Haiti has highest rate of cholera worldwide one year after disease outbreak began

Paul Farmer, a founder of Partners in Health (PIH) and U.N. deputy special envoy to Haiti, in an interview with the Associated Press/Washington Post "said cholera has sickened more than 450,000 people in a nation of 10 million, or nearly five percent of the population, and killed more than 6,000," giving the Caribbean nation "the highest rate of cholera in the world a mere year after the disease first arrived" (10/18).

The Pan American Health Organization (PAHO) "expects the epidemic to ease partially, but nonetheless predicts a further 250,000 cases next year, says Peter Graaff, the PAHO/World Health Organization (WHO) representative in Haiti," Nature News writes. The news service notes that two groups, Medecins Sans Frontieres (MSF) and GHESKIO in conjunction with PIH, plan on including a cholera vaccine in their emergency responses over the coming months (Butler, 10/18). "Despite the spread of cholera, Farmer said it was possible to wipe out the disease by improving Haiti's water system and sanitation. The use of education and oral vaccines is also important, he added," the AP writes (10/18).


    http://www.kaiserhealthnews.orgThis article was reprinted from kaiserhealthnews.org with permission from the Henry J. Kaiser Family Foundation. Kaiser Health News, an editorially independent news service, is a program of the Kaiser Family Foundation, a nonpartisan health care policy research organization unaffiliated with Kaiser Permanente.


_TO DO_
For this exercise, write each entry below out precisely and omit the pictures.

_EXERCISE DATA_
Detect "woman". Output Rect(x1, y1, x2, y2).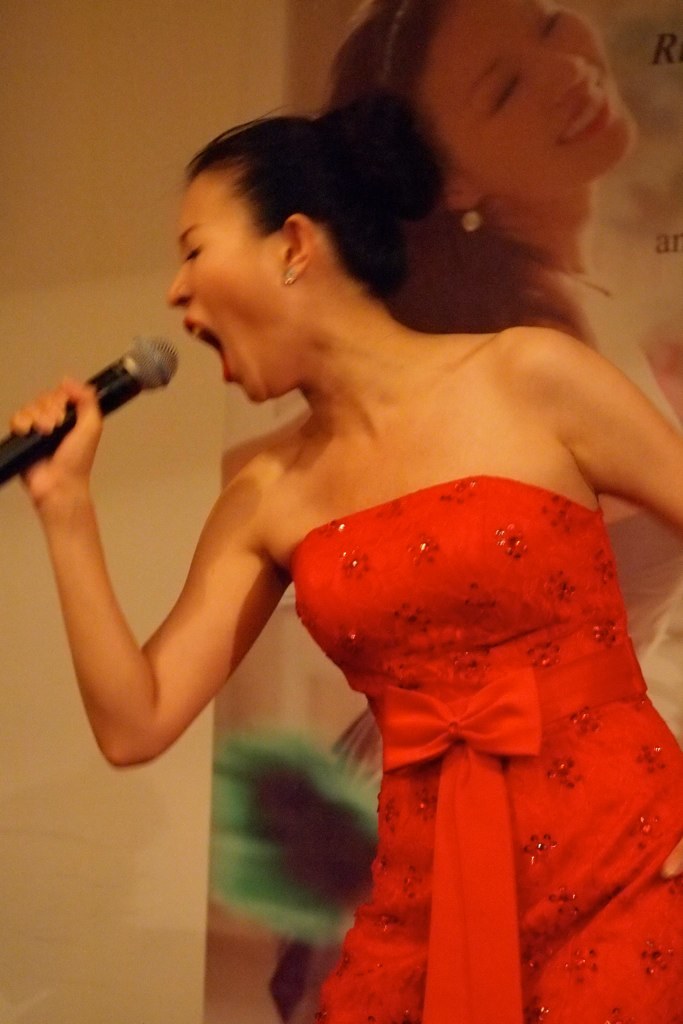
Rect(9, 86, 682, 1023).
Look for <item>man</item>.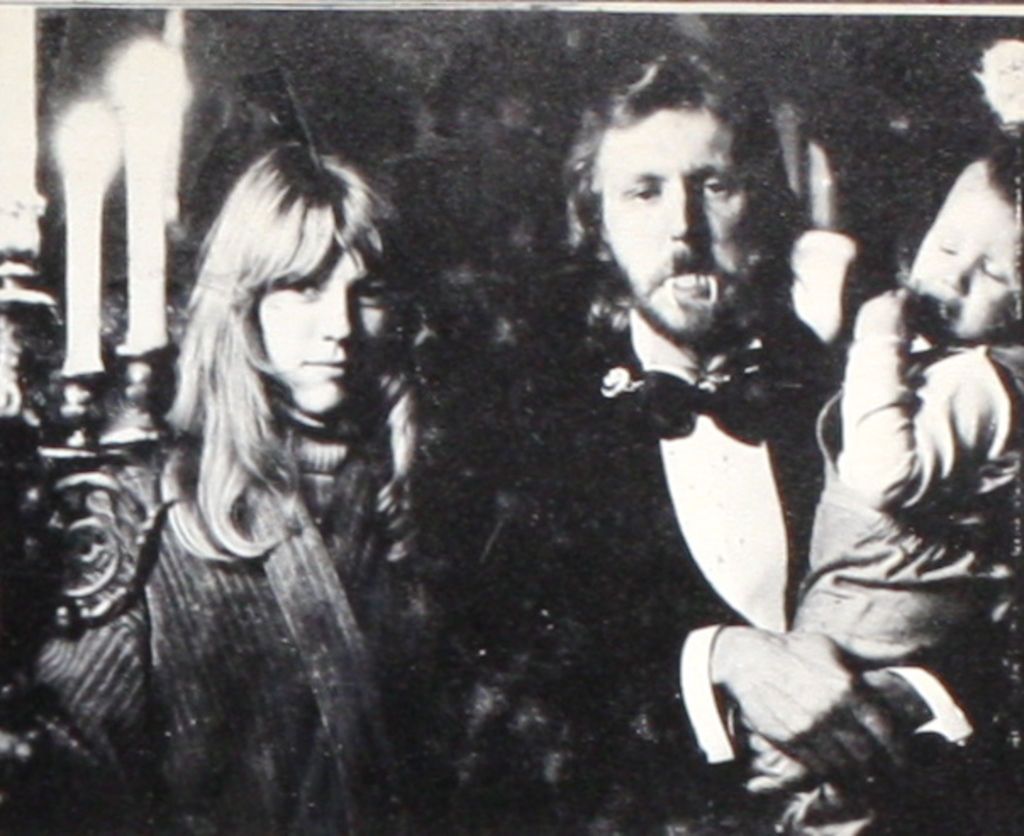
Found: BBox(454, 46, 1017, 834).
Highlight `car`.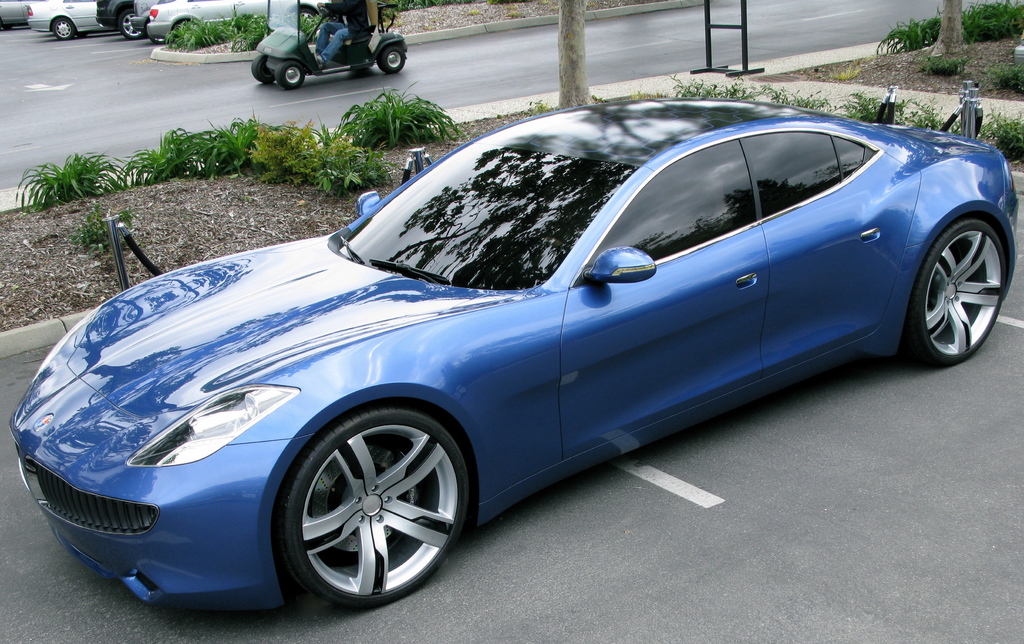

_WRITTEN SOLUTION_
Detect "woman". Output Rect(x1, y1, x2, y2).
Rect(9, 86, 682, 1023).
Look for <item>man</item>.
Found: BBox(454, 46, 1017, 834).
Highlight `car`.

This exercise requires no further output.